Ford government to introduce housing legislation on Tuesday

Steve Clark
Steve Clark
Ontario Construction News staff writer

The Ministry of Municipal Affairs and Housing has confirmed to CBC Toronto that housing legislation will be introduced Tuesday, immediately following Monday’s municipal election.

The confirmation follows a Toronto Star report about plans for new “override” municipal zoning laws to allow more “middle missing” housing to be built across Ontario. The changes, the Star reports citing officials, will not permit housing development on the Greenbelt.

housing repportMunicipal Affairs Minister Steve Clark will table sweeping new legislation including eliminating development charges for homeowners who want to add rental apartments to existing homes.

“We’ll create an opportunity for people to build that second or third unit in their home without … the lengthy (planning approval) process and, in some cases, development charges that go with it,” the minister told the Toronto Star.

The government is amending the Building Code to permit such units in existing houses as long as the same square footage is retained.

Doug Ford
Doug Ford

Also, the government will scrap development charges on “inclusionary zoning” projects to encourage more affordable housing.

Premier Doug Ford has repeatedly announced his government’s commitment to build 1.5 million new homes across Ontario over the next 10 years, as included in recommendations from the provincial housing task force report.

Recommendations in the report focused on five themes:

  • More housing density across the province
  • End exclusionary municipal rules that block or delay new housing
  • Depoliticize the housing approvals process
  • Prevent abuse of the housing appeals system
  • Financial support to municipalities that build more housing

“We propose an ambitious but achievable target: 1.5 million new homes built in the next ten years,” Jake Lawrence, chair, Housing Affordability Task Force, wrote in a letter to the minister of municipal affairs and housing. “The way housing is approved and built was designed for a different era when the province was less constrained by space and had fewer people, but it no longer meets the needs of Ontarians.

“The balance has swung too far in favour of lengthy consultations, bureaucratic red tape, and costly appeals. It is too easy to oppose new housing and too costly to build. We are in a housing crisis and that demands immediate and sweeping reforms.”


## What is being asked
Faithfully repeat each entry below, minus the pictures.

[Extracts from a graphics dataset]
----
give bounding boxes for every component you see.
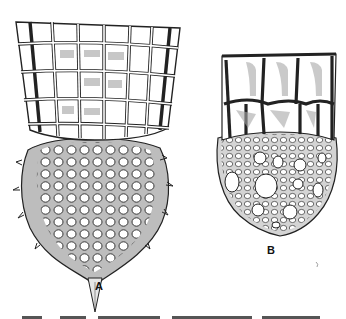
- specimen-drawings: [0, 0, 346, 319]
- panel-label-a: A: [95, 280, 103, 292]
- figure-plate: A B: [0, 0, 346, 319]
- truncated-caption: [0, 312, 346, 319]
- panel-label-b: B: [267, 244, 275, 256]
- specimen-b: [217, 54, 337, 236]
- specimen-a: [13, 22, 180, 312]
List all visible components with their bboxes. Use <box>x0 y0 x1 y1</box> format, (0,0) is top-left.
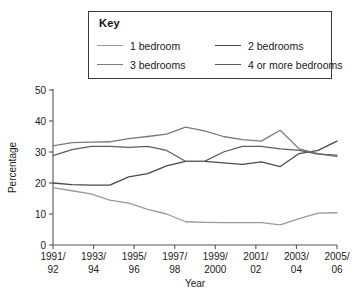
series-line-1-bedroom <box>53 188 337 225</box>
y-tick-label: 20 <box>35 178 47 189</box>
x-tick-label: 1999/2000 <box>203 251 228 275</box>
x-tick-label: 1993/94 <box>81 251 106 275</box>
legend-row: 3 bedrooms 4 or more bedrooms <box>97 55 325 74</box>
y-tick-label: 30 <box>35 147 47 158</box>
y-axis-title: Percentage <box>7 141 18 193</box>
chart-legend: Key 1 bedroom 2 bedrooms 3 bedrooms <box>88 11 332 79</box>
x-tick-label: 1995/96 <box>122 251 147 275</box>
data-series-group <box>53 127 337 225</box>
x-tick-label: 2005/06 <box>324 251 349 275</box>
legend-entries: 1 bedroom 2 bedrooms 3 bedrooms 4 or mor… <box>97 36 325 74</box>
y-tick-label: 10 <box>35 209 47 220</box>
legend-label: 3 bedrooms <box>130 59 185 71</box>
legend-line-swatch-icon <box>97 45 123 46</box>
y-axis-ticks: 01020304050 <box>35 85 53 251</box>
y-tick-label: 40 <box>35 116 47 127</box>
plot-area: 01020304050 1991/921993/941995/961997/98… <box>0 82 360 307</box>
legend-label: 1 bedroom <box>130 40 180 52</box>
series-line-2-bedrooms <box>53 141 337 185</box>
legend-label: 2 bedrooms <box>248 40 303 52</box>
legend-title: Key <box>99 17 120 29</box>
x-tick-label: 1997/98 <box>162 251 187 275</box>
line-chart: Key 1 bedroom 2 bedrooms 3 bedrooms <box>0 0 360 307</box>
legend-row: 1 bedroom 2 bedrooms <box>97 36 325 55</box>
x-tick-label: 2001/02 <box>243 251 268 275</box>
legend-line-swatch-icon <box>215 64 241 65</box>
legend-item-4-or-more-bedrooms: 4 or more bedrooms <box>215 59 325 71</box>
y-tick-label: 0 <box>40 240 46 251</box>
plot-svg: 01020304050 1991/921993/941995/961997/98… <box>0 82 360 307</box>
legend-item-2-bedrooms: 2 bedrooms <box>215 40 325 52</box>
legend-line-swatch-icon <box>97 64 123 65</box>
x-tick-label: 2003/04 <box>284 251 309 275</box>
x-axis-title: Year <box>185 278 206 289</box>
x-tick-label: 1991/92 <box>40 251 65 275</box>
legend-item-3-bedrooms: 3 bedrooms <box>97 59 215 71</box>
legend-item-1-bedroom: 1 bedroom <box>97 40 215 52</box>
legend-line-swatch-icon <box>215 45 241 46</box>
x-axis-ticks: 1991/921993/941995/961997/981999/2000200… <box>40 245 349 275</box>
series-line-4-or-more-bedrooms <box>53 146 337 161</box>
series-line-3-bedrooms <box>53 127 337 156</box>
y-tick-label: 50 <box>35 85 47 96</box>
legend-label: 4 or more bedrooms <box>248 59 343 71</box>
----
## Response area
give bounding boxes for every component you see.
- specimen-drawings: [0, 0, 346, 319]
- panel-label-a: A: [95, 280, 103, 292]
- figure-plate: A B: [0, 0, 346, 319]
- truncated-caption: [0, 312, 346, 319]
- panel-label-b: B: [267, 244, 275, 256]
- specimen-b: [217, 54, 337, 236]
- specimen-a: [13, 22, 180, 312]
List all visible components with their bboxes. Use <box>x0 y0 x1 y1</box> format, (0,0) is top-left.
series-line-1-bedroom <box>53 188 337 225</box>
y-tick-label: 20 <box>35 178 47 189</box>
x-tick-label: 1999/2000 <box>203 251 228 275</box>
x-tick-label: 1993/94 <box>81 251 106 275</box>
legend-row: 3 bedrooms 4 or more bedrooms <box>97 55 325 74</box>
y-tick-label: 30 <box>35 147 47 158</box>
y-axis-title: Percentage <box>7 141 18 193</box>
chart-legend: Key 1 bedroom 2 bedrooms 3 bedrooms <box>88 11 332 79</box>
x-tick-label: 1995/96 <box>122 251 147 275</box>
data-series-group <box>53 127 337 225</box>
x-tick-label: 2005/06 <box>324 251 349 275</box>
legend-entries: 1 bedroom 2 bedrooms 3 bedrooms 4 or mor… <box>97 36 325 74</box>
y-tick-label: 10 <box>35 209 47 220</box>
legend-label: 3 bedrooms <box>130 59 185 71</box>
legend-line-swatch-icon <box>97 45 123 46</box>
y-axis-ticks: 01020304050 <box>35 85 53 251</box>
y-tick-label: 40 <box>35 116 47 127</box>
plot-area: 01020304050 1991/921993/941995/961997/98… <box>0 82 360 307</box>
legend-label: 1 bedroom <box>130 40 180 52</box>
series-line-2-bedrooms <box>53 141 337 185</box>
legend-label: 2 bedrooms <box>248 40 303 52</box>
legend-title: Key <box>99 17 120 29</box>
x-tick-label: 1997/98 <box>162 251 187 275</box>
line-chart: Key 1 bedroom 2 bedrooms 3 bedrooms <box>0 0 360 307</box>
legend-row: 1 bedroom 2 bedrooms <box>97 36 325 55</box>
x-tick-label: 2001/02 <box>243 251 268 275</box>
legend-line-swatch-icon <box>215 64 241 65</box>
legend-item-4-or-more-bedrooms: 4 or more bedrooms <box>215 59 325 71</box>
y-tick-label: 0 <box>40 240 46 251</box>
plot-svg: 01020304050 1991/921993/941995/961997/98… <box>0 82 360 307</box>
legend-item-2-bedrooms: 2 bedrooms <box>215 40 325 52</box>
legend-line-swatch-icon <box>97 64 123 65</box>
x-tick-label: 2003/04 <box>284 251 309 275</box>
x-axis-title: Year <box>185 278 206 289</box>
x-tick-label: 1991/92 <box>40 251 65 275</box>
legend-item-3-bedrooms: 3 bedrooms <box>97 59 215 71</box>
legend-item-1-bedroom: 1 bedroom <box>97 40 215 52</box>
legend-line-swatch-icon <box>215 45 241 46</box>
x-axis-ticks: 1991/921993/941995/961997/981999/2000200… <box>40 245 349 275</box>
series-line-4-or-more-bedrooms <box>53 146 337 161</box>
series-line-3-bedrooms <box>53 127 337 156</box>
y-tick-label: 50 <box>35 85 47 96</box>
legend-label: 4 or more bedrooms <box>248 59 343 71</box>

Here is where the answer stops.